(EFE).- This Wednesday, Google announced several of its latest achievements in artificial intelligence and its applications in different fields, from medicine, disaster prevention, robotics, literary or video creation.
One of them refers to the expansion of the flood forecasting initiative, which has been implemented in India and Bangladesh so far, and will now be expanded to 18 more countries, fifteen of which are in Africa, two in Latin America (Brazil and Colombia) and one more in Asia (Sri Lanka).
In parallel, Google announced the global launch of the FloodHub tool, a platform that indicates when and where floods may occur and whose information Google wants to soon be available from its map and search engine.
Director of Innovation and Research, Katherine Chou, assured during a presentation at Google’s offices in New York that this technology “has the potential to reduce mortality and economic damage between 30% and 50%” and that they are also developing a similar fire detection tool that is already available in United States, Canada, Mexico and parts of Australia.
ULTRASOUND AND DIAGNOSTICS
Chou also noted that Google is implementing AI in low-cost ultrasound imaging to easily gather information and help interpret the images “to help healthcare professionals identify problems early in pregnancy.”
Medical diagnosis using retinal images, performed with ARDA technology, is another field in which Google is trying to advance with the application of artificial intelligence, and it is already being used in India.
Now, the tech giant wants to go a step further and is trying to make those diagnoses individually via a cell phone camera.
LANGUAGE RECOGNITION AND CREATOR AI
Google does not want to limit the use of its technology or the sale of its products only to users of the most widely spoken languages, but, as announced today, it has launched “ambitious research to create an artificial intelligence model that supports a thousand of the most widely spoken languages in the world.
Today, they also presented two new projects related to the creation of images via text instructions called “Imagen Video” and “Phetaki”.
Using these applications, the machine creates fictitious high-resolution images in response to written commands that, in the case of photography, look very real.
They also showed how the robotic arm responded to certain information and was able to come up with associations of ideas: thus, the user who writes to the robot that her favorite cup is blue and that her favorite sweets are “emanems”, to which the robot responded by taking a small bag of “emane” and placing it in a blue cup.
They also announced that they are continuing to develop tools to help write literary texts, for which they gathered a group of professional authors who were asked to create fictional texts using the Google LaMDA tool.
SECURITY AND PRIVACY
Aware of all the privacy and security issues arising from the creation of texts, high-quality realistic videos or the reproduction of faithful human voices, all speakers pointed out that Google takes care of all these issues and has strict protocols.
“Obviously, there are some issues here that I want to talk about, toxicity, misinformation and bias” in issues such as the use of fake images that could be used “to make it even easier to be to blur the distinction between what is real and what is not. was recognized by the chief scientist of Google Research, Douglas Eck.
In this sense, Eck pointed out that Google intends to create controls over the “creation of images and videos” with this technology to, for example, “minimize the creation of toxic or violent content.”
He also noted that they were working hard to ensure that these synthetic products were detected in case they were spread over networks.
“So we will continue to work on these two forms of control. First of all, when creating, to create responsibly, i when it spreads, that we have ways to protect it“, he emphasized.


# Task goal
Reproduce all the entries beneath this sentence exactly.

──────────

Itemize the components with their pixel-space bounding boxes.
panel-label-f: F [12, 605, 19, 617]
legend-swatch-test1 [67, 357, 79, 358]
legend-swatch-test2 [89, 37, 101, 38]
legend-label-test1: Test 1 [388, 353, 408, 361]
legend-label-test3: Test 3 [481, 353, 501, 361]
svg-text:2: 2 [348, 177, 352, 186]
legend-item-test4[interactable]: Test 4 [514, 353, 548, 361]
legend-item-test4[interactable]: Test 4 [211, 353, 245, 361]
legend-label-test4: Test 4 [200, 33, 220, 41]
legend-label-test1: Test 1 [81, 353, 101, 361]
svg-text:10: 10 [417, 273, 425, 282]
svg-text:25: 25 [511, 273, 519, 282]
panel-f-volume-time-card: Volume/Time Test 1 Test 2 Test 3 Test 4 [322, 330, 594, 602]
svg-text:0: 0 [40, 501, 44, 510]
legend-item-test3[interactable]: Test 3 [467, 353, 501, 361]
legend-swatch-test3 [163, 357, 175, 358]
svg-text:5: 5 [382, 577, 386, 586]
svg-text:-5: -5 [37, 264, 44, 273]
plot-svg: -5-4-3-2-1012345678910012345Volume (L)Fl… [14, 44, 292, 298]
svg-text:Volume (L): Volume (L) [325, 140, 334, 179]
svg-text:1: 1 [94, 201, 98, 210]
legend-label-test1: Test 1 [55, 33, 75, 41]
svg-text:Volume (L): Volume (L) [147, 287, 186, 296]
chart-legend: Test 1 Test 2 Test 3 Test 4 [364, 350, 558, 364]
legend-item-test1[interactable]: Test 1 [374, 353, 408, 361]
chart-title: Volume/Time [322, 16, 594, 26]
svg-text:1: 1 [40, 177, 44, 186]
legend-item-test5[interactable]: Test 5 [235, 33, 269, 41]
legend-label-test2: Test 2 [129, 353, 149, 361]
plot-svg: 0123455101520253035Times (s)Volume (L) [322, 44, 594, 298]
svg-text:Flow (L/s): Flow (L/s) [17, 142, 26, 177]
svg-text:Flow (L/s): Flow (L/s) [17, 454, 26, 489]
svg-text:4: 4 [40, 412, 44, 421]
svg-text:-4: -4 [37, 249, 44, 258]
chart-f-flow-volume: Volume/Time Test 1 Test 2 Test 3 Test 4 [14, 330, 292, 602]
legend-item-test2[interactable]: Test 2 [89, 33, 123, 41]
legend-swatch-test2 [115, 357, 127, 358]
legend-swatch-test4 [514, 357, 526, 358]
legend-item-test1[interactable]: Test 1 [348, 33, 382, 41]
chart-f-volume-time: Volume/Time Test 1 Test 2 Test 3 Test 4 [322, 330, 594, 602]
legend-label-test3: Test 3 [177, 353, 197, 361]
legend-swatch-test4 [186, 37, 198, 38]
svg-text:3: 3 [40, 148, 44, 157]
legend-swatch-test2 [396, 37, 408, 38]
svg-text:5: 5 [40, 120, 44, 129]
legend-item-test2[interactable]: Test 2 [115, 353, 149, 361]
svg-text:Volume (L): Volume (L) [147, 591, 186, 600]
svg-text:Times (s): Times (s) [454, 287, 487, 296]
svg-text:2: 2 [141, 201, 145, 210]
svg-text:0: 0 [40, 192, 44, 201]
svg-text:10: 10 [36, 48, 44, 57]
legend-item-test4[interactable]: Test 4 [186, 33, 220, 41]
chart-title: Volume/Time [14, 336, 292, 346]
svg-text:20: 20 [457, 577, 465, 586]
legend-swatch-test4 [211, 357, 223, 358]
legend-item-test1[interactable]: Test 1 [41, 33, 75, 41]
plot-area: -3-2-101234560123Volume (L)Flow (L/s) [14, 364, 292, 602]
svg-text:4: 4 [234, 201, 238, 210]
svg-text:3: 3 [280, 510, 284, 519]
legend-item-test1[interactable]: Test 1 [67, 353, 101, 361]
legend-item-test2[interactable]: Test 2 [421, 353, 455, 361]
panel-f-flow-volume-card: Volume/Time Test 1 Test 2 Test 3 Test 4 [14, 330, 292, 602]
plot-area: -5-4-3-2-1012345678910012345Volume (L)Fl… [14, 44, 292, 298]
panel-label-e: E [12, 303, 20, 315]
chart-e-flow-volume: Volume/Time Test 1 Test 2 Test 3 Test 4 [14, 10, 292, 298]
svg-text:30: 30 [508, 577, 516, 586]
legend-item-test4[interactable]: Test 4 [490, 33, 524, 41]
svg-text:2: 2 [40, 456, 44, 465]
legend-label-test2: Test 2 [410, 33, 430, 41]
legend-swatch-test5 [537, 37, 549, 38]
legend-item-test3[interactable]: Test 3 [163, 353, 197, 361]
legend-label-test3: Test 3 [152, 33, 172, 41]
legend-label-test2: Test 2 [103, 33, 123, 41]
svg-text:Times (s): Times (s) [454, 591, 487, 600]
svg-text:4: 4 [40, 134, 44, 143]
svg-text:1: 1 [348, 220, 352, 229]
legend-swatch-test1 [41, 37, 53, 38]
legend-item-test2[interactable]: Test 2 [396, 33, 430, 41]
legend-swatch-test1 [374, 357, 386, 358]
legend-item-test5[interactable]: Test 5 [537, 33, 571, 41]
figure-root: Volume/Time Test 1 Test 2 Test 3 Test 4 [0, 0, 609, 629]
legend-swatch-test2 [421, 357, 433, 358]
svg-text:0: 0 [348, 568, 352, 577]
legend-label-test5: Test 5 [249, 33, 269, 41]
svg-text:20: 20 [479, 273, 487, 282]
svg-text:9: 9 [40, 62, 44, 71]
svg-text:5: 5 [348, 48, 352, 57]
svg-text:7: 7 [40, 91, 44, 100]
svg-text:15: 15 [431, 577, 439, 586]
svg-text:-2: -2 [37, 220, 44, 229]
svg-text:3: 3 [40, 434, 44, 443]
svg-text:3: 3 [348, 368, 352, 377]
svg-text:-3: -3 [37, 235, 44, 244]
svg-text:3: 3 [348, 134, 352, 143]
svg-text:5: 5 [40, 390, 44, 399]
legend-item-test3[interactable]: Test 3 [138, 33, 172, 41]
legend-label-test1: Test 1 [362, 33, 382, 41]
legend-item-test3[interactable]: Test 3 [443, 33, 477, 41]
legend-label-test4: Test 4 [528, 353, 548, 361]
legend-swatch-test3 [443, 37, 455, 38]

──────────

# Exercise output
Itemize the components with their pixel-space bounding boxes.
panel-label-f: F [12, 605, 19, 617]
legend-swatch-test1 [67, 357, 79, 358]
legend-swatch-test2 [89, 37, 101, 38]
legend-label-test1: Test 1 [388, 353, 408, 361]
legend-label-test3: Test 3 [481, 353, 501, 361]
svg-text:2: 2 [348, 177, 352, 186]
legend-item-test4[interactable]: Test 4 [514, 353, 548, 361]
legend-item-test4[interactable]: Test 4 [211, 353, 245, 361]
legend-label-test4: Test 4 [200, 33, 220, 41]
legend-label-test1: Test 1 [81, 353, 101, 361]
svg-text:10: 10 [417, 273, 425, 282]
svg-text:25: 25 [511, 273, 519, 282]
panel-f-volume-time-card: Volume/Time Test 1 Test 2 Test 3 Test 4 [322, 330, 594, 602]
svg-text:0: 0 [40, 501, 44, 510]
legend-item-test3[interactable]: Test 3 [467, 353, 501, 361]
legend-swatch-test3 [163, 357, 175, 358]
svg-text:5: 5 [382, 577, 386, 586]
svg-text:-5: -5 [37, 264, 44, 273]
plot-svg: -5-4-3-2-1012345678910012345Volume (L)Fl… [14, 44, 292, 298]
svg-text:Volume (L): Volume (L) [325, 140, 334, 179]
svg-text:1: 1 [94, 201, 98, 210]
legend-label-test1: Test 1 [55, 33, 75, 41]
svg-text:Volume (L): Volume (L) [147, 287, 186, 296]
chart-legend: Test 1 Test 2 Test 3 Test 4 [364, 350, 558, 364]
legend-item-test1[interactable]: Test 1 [374, 353, 408, 361]
chart-title: Volume/Time [322, 16, 594, 26]
svg-text:1: 1 [40, 177, 44, 186]
legend-item-test5[interactable]: Test 5 [235, 33, 269, 41]
legend-label-test2: Test 2 [129, 353, 149, 361]
plot-svg: 0123455101520253035Times (s)Volume (L) [322, 44, 594, 298]
svg-text:Flow (L/s): Flow (L/s) [17, 142, 26, 177]
svg-text:Flow (L/s): Flow (L/s) [17, 454, 26, 489]
svg-text:4: 4 [40, 412, 44, 421]
svg-text:-4: -4 [37, 249, 44, 258]
chart-f-flow-volume: Volume/Time Test 1 Test 2 Test 3 Test 4 [14, 330, 292, 602]
legend-item-test2[interactable]: Test 2 [89, 33, 123, 41]
legend-swatch-test2 [115, 357, 127, 358]
legend-swatch-test4 [514, 357, 526, 358]
legend-item-test1[interactable]: Test 1 [348, 33, 382, 41]
chart-f-volume-time: Volume/Time Test 1 Test 2 Test 3 Test 4 [322, 330, 594, 602]
legend-label-test3: Test 3 [177, 353, 197, 361]
legend-swatch-test4 [186, 37, 198, 38]
svg-text:3: 3 [40, 148, 44, 157]
legend-swatch-test2 [396, 37, 408, 38]
svg-text:5: 5 [40, 120, 44, 129]
legend-item-test2[interactable]: Test 2 [115, 353, 149, 361]
svg-text:Volume (L): Volume (L) [147, 591, 186, 600]
svg-text:Times (s): Times (s) [454, 287, 487, 296]
svg-text:2: 2 [141, 201, 145, 210]
svg-text:0: 0 [40, 192, 44, 201]
svg-text:10: 10 [36, 48, 44, 57]
legend-item-test4[interactable]: Test 4 [186, 33, 220, 41]
chart-title: Volume/Time [14, 336, 292, 346]
svg-text:20: 20 [457, 577, 465, 586]
legend-swatch-test4 [211, 357, 223, 358]
legend-item-test1[interactable]: Test 1 [41, 33, 75, 41]
plot-area: -3-2-101234560123Volume (L)Flow (L/s) [14, 364, 292, 602]
svg-text:4: 4 [234, 201, 238, 210]
svg-text:3: 3 [280, 510, 284, 519]
legend-item-test1[interactable]: Test 1 [67, 353, 101, 361]
legend-item-test2[interactable]: Test 2 [421, 353, 455, 361]
panel-f-flow-volume-card: Volume/Time Test 1 Test 2 Test 3 Test 4 [14, 330, 292, 602]
plot-area: -5-4-3-2-1012345678910012345Volume (L)Fl… [14, 44, 292, 298]
panel-label-e: E [12, 303, 20, 315]
chart-e-flow-volume: Volume/Time Test 1 Test 2 Test 3 Test 4 [14, 10, 292, 298]
svg-text:30: 30 [508, 577, 516, 586]
legend-item-test4[interactable]: Test 4 [490, 33, 524, 41]
svg-text:2: 2 [40, 456, 44, 465]
legend-label-test2: Test 2 [410, 33, 430, 41]
legend-swatch-test5 [537, 37, 549, 38]
legend-item-test3[interactable]: Test 3 [163, 353, 197, 361]
legend-label-test3: Test 3 [152, 33, 172, 41]
legend-label-test2: Test 2 [103, 33, 123, 41]
svg-text:Times (s): Times (s) [454, 591, 487, 600]
svg-text:4: 4 [40, 134, 44, 143]
svg-text:1: 1 [348, 220, 352, 229]
legend-swatch-test1 [41, 37, 53, 38]
legend-item-test2[interactable]: Test 2 [396, 33, 430, 41]
legend-swatch-test1 [374, 357, 386, 358]
legend-item-test5[interactable]: Test 5 [537, 33, 571, 41]
figure-root: Volume/Time Test 1 Test 2 Test 3 Test 4 [0, 0, 609, 629]
legend-swatch-test2 [421, 357, 433, 358]
svg-text:0: 0 [348, 568, 352, 577]
legend-label-test5: Test 5 [249, 33, 269, 41]
svg-text:20: 20 [479, 273, 487, 282]
svg-text:9: 9 [40, 62, 44, 71]
svg-text:5: 5 [348, 48, 352, 57]
svg-text:7: 7 [40, 91, 44, 100]
svg-text:15: 15 [431, 577, 439, 586]
svg-text:-2: -2 [37, 220, 44, 229]
svg-text:3: 3 [40, 434, 44, 443]
svg-text:3: 3 [348, 368, 352, 377]
svg-text:-3: -3 [37, 235, 44, 244]
svg-text:3: 3 [348, 134, 352, 143]
svg-text:5: 5 [40, 390, 44, 399]
legend-item-test3[interactable]: Test 3 [138, 33, 172, 41]
legend-label-test1: Test 1 [362, 33, 382, 41]
legend-item-test3[interactable]: Test 3 [443, 33, 477, 41]
legend-label-test4: Test 4 [528, 353, 548, 361]
legend-swatch-test3 [443, 37, 455, 38]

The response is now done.